In this view, intelligent behavior emerges through continuous interaction between an agent and its environment. Effective systems therefore maintain coherence not through static prediction alone, but through feedback-regulated loops connecting perception, interpretation, and action.
This work explores architectural principles for building adaptive AI systems that regulate their engagement with dynamic environments. These architectures support ongoing sense-making processes that allow systems to interpret environmental change and reorganize their behavioral strategies accordingly.
3. Human–AI Participatory Sense-Making
The third thrust investigates how humans and intelligent systems coordinate their behavior in shared environments.
Human cognition itself operates through processes of participatory sense-making, where meaning emerges through interaction between agents. Understanding how artificial systems can participate in these processes is critical for designing AI technologies that collaborate effectively with people.

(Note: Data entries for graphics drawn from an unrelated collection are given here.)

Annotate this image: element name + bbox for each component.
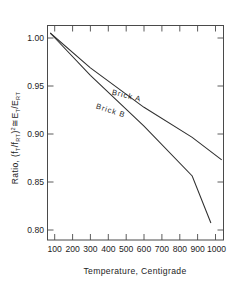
x-tick-label-300: 300 bbox=[83, 244, 98, 254]
x-tick-label-700: 700 bbox=[155, 244, 170, 254]
y-title-mid-3: ≅E bbox=[10, 112, 20, 126]
series-line-brick-b bbox=[50, 33, 211, 223]
x-tick-label-400: 400 bbox=[101, 244, 116, 254]
svg-text:Ratio, (fT/fRT)2≅ET/ERT: Ratio, (fT/fRT)2≅ET/ERT bbox=[10, 92, 21, 185]
y-tick-label-1.00: 1.00 bbox=[27, 33, 44, 43]
figure-panel: 1.00 0.95 0.90 0.85 0.80 100 200 300 400… bbox=[0, 0, 235, 286]
x-tick-label-200: 200 bbox=[65, 244, 80, 254]
data-curves bbox=[50, 33, 222, 223]
x-tick-labels: 100 200 300 400 500 600 700 800 900 1000 bbox=[48, 244, 227, 254]
y-axis-ticks bbox=[48, 38, 224, 230]
clipped-header-text bbox=[132, 0, 232, 6]
x-tick-label-800: 800 bbox=[173, 244, 188, 254]
y-tick-label-0.85: 0.85 bbox=[27, 177, 44, 187]
x-tick-label-1000: 1000 bbox=[207, 244, 226, 254]
y-title-sub-RT: RT bbox=[15, 133, 21, 141]
x-axis-title: Temperature, Centigrade bbox=[83, 266, 186, 276]
annotation-brick-b: Brick B bbox=[95, 102, 127, 120]
curve-annotations: Brick A Brick B bbox=[95, 88, 142, 120]
y-tick-label-0.95: 0.95 bbox=[27, 81, 44, 91]
y-axis-title: Ratio, (fT/fRT)2≅ET/ERT bbox=[10, 92, 21, 185]
y-tick-label-0.80: 0.80 bbox=[27, 225, 44, 235]
y-title-prefix: Ratio, (f bbox=[10, 151, 20, 184]
y-tick-label-0.90: 0.90 bbox=[27, 129, 44, 139]
y-title-sub-RT2: RT bbox=[15, 92, 21, 100]
x-tick-label-900: 900 bbox=[190, 244, 205, 254]
x-tick-label-100: 100 bbox=[48, 244, 63, 254]
y-title-mid-4: /E bbox=[10, 100, 20, 109]
chart-canvas: 1.00 0.95 0.90 0.85 0.80 100 200 300 400… bbox=[0, 0, 235, 286]
annotation-brick-a: Brick A bbox=[111, 88, 142, 104]
x-tick-label-600: 600 bbox=[137, 244, 152, 254]
y-tick-labels: 1.00 0.95 0.90 0.85 0.80 bbox=[27, 33, 44, 235]
x-tick-label-500: 500 bbox=[119, 244, 134, 254]
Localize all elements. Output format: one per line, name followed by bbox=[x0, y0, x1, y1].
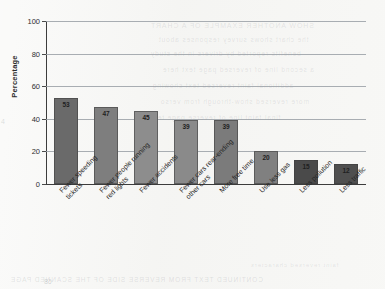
bar-value-label: 39 bbox=[175, 123, 197, 130]
gridline bbox=[46, 86, 366, 87]
bar-value-label: 45 bbox=[135, 114, 157, 121]
y-axis-tick-label: 80 bbox=[18, 49, 40, 58]
y-axis-tick bbox=[42, 86, 46, 87]
bar-value-label: 20 bbox=[255, 154, 277, 161]
y-axis-tick-label: 0 bbox=[18, 180, 40, 189]
y-axis-tick bbox=[42, 151, 46, 152]
y-axis-tick bbox=[42, 119, 46, 120]
y-axis-tick bbox=[42, 54, 46, 55]
y-axis-tick-labels: 020406080100 bbox=[18, 0, 40, 289]
y-axis-tick-label: 20 bbox=[18, 147, 40, 156]
bar-value-label: 39 bbox=[215, 123, 237, 130]
bar-chart: Percentage 020406080100 5347453939201512… bbox=[0, 0, 385, 289]
y-axis-tick-label: 40 bbox=[18, 114, 40, 123]
y-axis-line bbox=[46, 21, 47, 184]
bar-value-label: 53 bbox=[55, 101, 77, 108]
y-axis-tick bbox=[42, 21, 46, 22]
gridline bbox=[46, 21, 366, 22]
bar-value-label: 47 bbox=[95, 110, 117, 117]
y-axis-tick-label: 100 bbox=[18, 17, 40, 26]
gridline bbox=[46, 54, 366, 55]
y-axis-tick-label: 60 bbox=[18, 82, 40, 91]
bar-value-label: 15 bbox=[295, 163, 317, 170]
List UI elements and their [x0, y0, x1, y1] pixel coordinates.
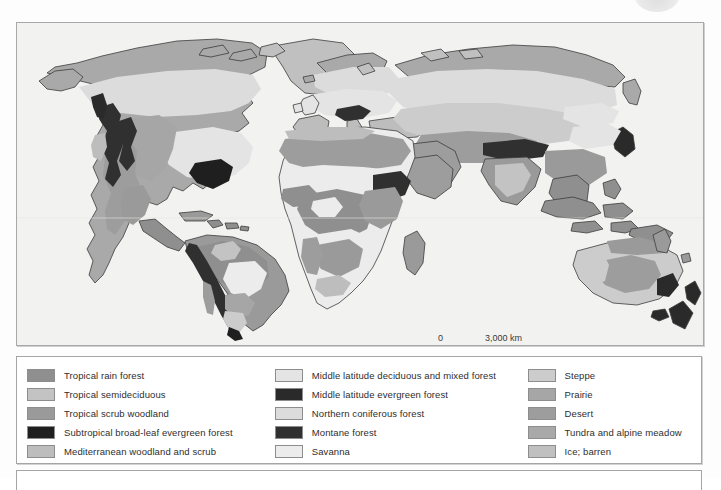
legend-swatch-tropical-rain-forest [27, 369, 55, 382]
legend-label-ice-barren: Ice; barren [565, 446, 612, 457]
legend-label-tropical-scrub-woodland: Tropical scrub woodland [64, 408, 169, 419]
legend-label-subtropical-broadleaf-evergreen-forest: Subtropical broad-leaf evergreen forest [64, 427, 233, 438]
legend-item: Mediterranean woodland and scrub [27, 442, 275, 460]
legend-label-savanna: Savanna [312, 446, 350, 457]
legend-label-middle-latitude-evergreen-forest: Middle latitude evergreen forest [312, 389, 448, 400]
legend-label-tropical-semideciduous: Tropical semideciduous [64, 389, 166, 400]
legend-label-montane-forest: Montane forest [312, 427, 377, 438]
legend-item: Savanna [275, 442, 528, 460]
legend-swatch-desert [528, 407, 556, 420]
next-panel-partial [16, 470, 702, 490]
legend-swatch-steppe [528, 369, 556, 382]
map-scale-bar: 0 3,000 km [427, 333, 539, 346]
legend-swatch-tropical-scrub-woodland [27, 407, 55, 420]
legend-item: Tropical semideciduous [27, 385, 275, 403]
legend-label-steppe: Steppe [565, 370, 596, 381]
legend-item: Ice; barren [528, 442, 701, 460]
legend-swatch-ice-barren [528, 445, 556, 458]
legend-label-tropical-rain-forest: Tropical rain forest [64, 370, 144, 381]
legend-item: Tundra and alpine meadow [528, 423, 701, 441]
map-legend-panel: Tropical rain forest Tropical semidecidu… [16, 356, 702, 464]
legend-item: Desert [528, 404, 701, 422]
legend-swatch-middle-latitude-deciduous-and-mixed-forest [275, 369, 303, 382]
legend-item: Steppe [528, 366, 701, 384]
legend-label-mediterranean-woodland-and-scrub: Mediterranean woodland and scrub [64, 446, 216, 457]
legend-label-tundra-and-alpine-meadow: Tundra and alpine meadow [565, 427, 682, 438]
legend-swatch-subtropical-broadleaf-evergreen-forest [27, 426, 55, 439]
legend-swatch-montane-forest [275, 426, 303, 439]
legend-item: Prairie [528, 385, 701, 403]
legend-item: Tropical scrub woodland [27, 404, 275, 422]
legend-column-2: Middle latitude deciduous and mixed fore… [275, 366, 528, 461]
legend-swatch-mediterranean-woodland-and-scrub [27, 445, 55, 458]
legend-swatch-tundra-and-alpine-meadow [528, 426, 556, 439]
scale-bar-max-label: 3,000 km [485, 333, 522, 343]
scale-bar-zero-label: 0 [438, 333, 443, 343]
legend-label-prairie: Prairie [565, 389, 593, 400]
legend-item: Middle latitude evergreen forest [275, 385, 528, 403]
legend-item: Tropical rain forest [27, 366, 275, 384]
legend-item: Northern coniferous forest [275, 404, 528, 422]
legend-item: Middle latitude deciduous and mixed fore… [275, 366, 528, 384]
legend-swatch-prairie [528, 388, 556, 401]
legend-swatch-northern-coniferous-forest [275, 407, 303, 420]
legend-item: Montane forest [275, 423, 528, 441]
legend-swatch-savanna [275, 445, 303, 458]
scan-artifact-blob [634, 0, 680, 12]
legend-label-middle-latitude-deciduous-and-mixed-forest: Middle latitude deciduous and mixed fore… [312, 370, 496, 381]
legend-swatch-tropical-semideciduous [27, 388, 55, 401]
legend-label-northern-coniferous-forest: Northern coniferous forest [312, 408, 424, 419]
legend-column-3: Steppe Prairie Desert Tundra and alpine … [528, 366, 701, 461]
world-biome-map-panel: .cl { stroke:#3c3c3c; stroke-width:0.8; … [16, 22, 704, 346]
legend-item: Subtropical broad-leaf evergreen forest [27, 423, 275, 441]
legend-column-1: Tropical rain forest Tropical semidecidu… [27, 366, 275, 461]
legend-label-desert: Desert [565, 408, 594, 419]
world-map-graphic: .cl { stroke:#3c3c3c; stroke-width:0.8; … [17, 23, 703, 345]
legend-swatch-middle-latitude-evergreen-forest [275, 388, 303, 401]
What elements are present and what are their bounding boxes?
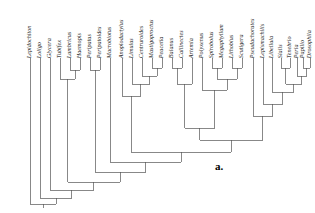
panel-label: a. bbox=[215, 160, 223, 172]
phylogenetic-tree-figure: LepidochitonLoligoGlyceraTubifexLumbricu… bbox=[0, 0, 315, 213]
cladogram-lines bbox=[0, 0, 315, 213]
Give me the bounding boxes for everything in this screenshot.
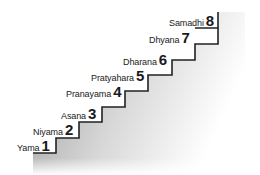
step-label-pratyahara: Pratyahara5 xyxy=(91,68,144,84)
step-number: 3 xyxy=(88,105,96,122)
step-number: 4 xyxy=(113,83,121,100)
step-number: 8 xyxy=(206,12,214,29)
step-label-pranayama: Pranayama4 xyxy=(66,84,121,100)
stair-shadow xyxy=(33,12,245,175)
step-name: Dhyana xyxy=(149,35,179,45)
step-label-niyama: Niyama2 xyxy=(33,122,73,138)
step-name: Niyama xyxy=(33,127,63,137)
step-number: 5 xyxy=(136,67,144,84)
staircase-diagram: Yama1 Niyama2 Asana3 Pranayama4 Pratyaha… xyxy=(0,0,260,175)
step-name: Dharana xyxy=(123,57,157,67)
step-name: Asana xyxy=(61,111,86,121)
step-label-samadhi: Samadhi8 xyxy=(169,13,214,29)
step-name: Pranayama xyxy=(66,89,111,99)
step-name: Samadhi xyxy=(169,18,204,28)
step-number: 1 xyxy=(41,137,49,154)
step-name: Pratyahara xyxy=(91,73,134,83)
step-label-yama: Yama1 xyxy=(17,138,50,154)
step-number: 6 xyxy=(159,51,167,68)
step-label-asana: Asana3 xyxy=(61,106,96,122)
step-number: 7 xyxy=(181,29,189,46)
step-label-dharana: Dharana6 xyxy=(123,52,167,68)
step-label-dhyana: Dhyana7 xyxy=(149,30,190,46)
step-number: 2 xyxy=(65,121,73,138)
step-name: Yama xyxy=(17,143,39,153)
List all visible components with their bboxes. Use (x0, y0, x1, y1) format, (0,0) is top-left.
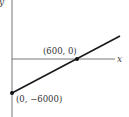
x-axis-label: x (117, 54, 122, 64)
line-chart: y x (600, 0) (0, −6000) (0, 0, 129, 117)
point-label-0-neg6000: (0, −6000) (16, 94, 62, 104)
point-x-intercept (75, 57, 79, 61)
point-y-intercept (10, 91, 14, 95)
point-label-600-0: (600, 0) (43, 46, 77, 56)
data-line (12, 36, 120, 93)
y-axis-label: y (0, 0, 5, 7)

This research studies interaction dynamics in human–AI systems, developing models that quantify coordination patterns, adaptive turn-taking, and collaborative sense-making processes. These insights inform the design of AI systems that support human decision-making rather than replace it.
4. Adaptive Systems in Real-World Environments
The fourth thrust investigates how adaptive architectures operate within real-world domains characterized by structural change.
To explore these questions empirically, I design experimental computational platforms that function as research testbeds for adaptive intelligence. One such system, the Emergence Machine, examines how adaptive decision architectures can detect structural drift in streaming environments and reorganize perception, interpretation, and action in response.
These platforms allow theoretical models from cognitive science to be evaluated in operational contexts, including financial markets, organizational decision systems, and distributed human–AI environments. By grounding theoretical principles in working systems, this research aims to develop adaptive AI architectures capable of sustaining coherent behavior across a wide range of dynamic environments.
This program advances a broader goal: the development of intelligent systems capable of maintaining coherence under structural change, bridging insights from cognitive science, artificial intelligence, and complex adaptive systems research.
Research Focus
My work explores how intelligent systems maintain coherent behavior in dynamic environments. I design interactive AI architectures grounded in cognitive theory, particularly the enactive perspective that cognition emerges through continuous interaction between agent and environment.
Across my research, I develop computational systems that:
Construct meaning through interaction
Adapt to evolving environments
Coordinate effectively with human collaborators
Maintain coherent behavior under uncertainty and structural drift
I operate at the intersection of cognitive science, AI system design, human–computer interaction, and adaptive decision systems, translating theoretical models of sense-making into implementable computational architectures.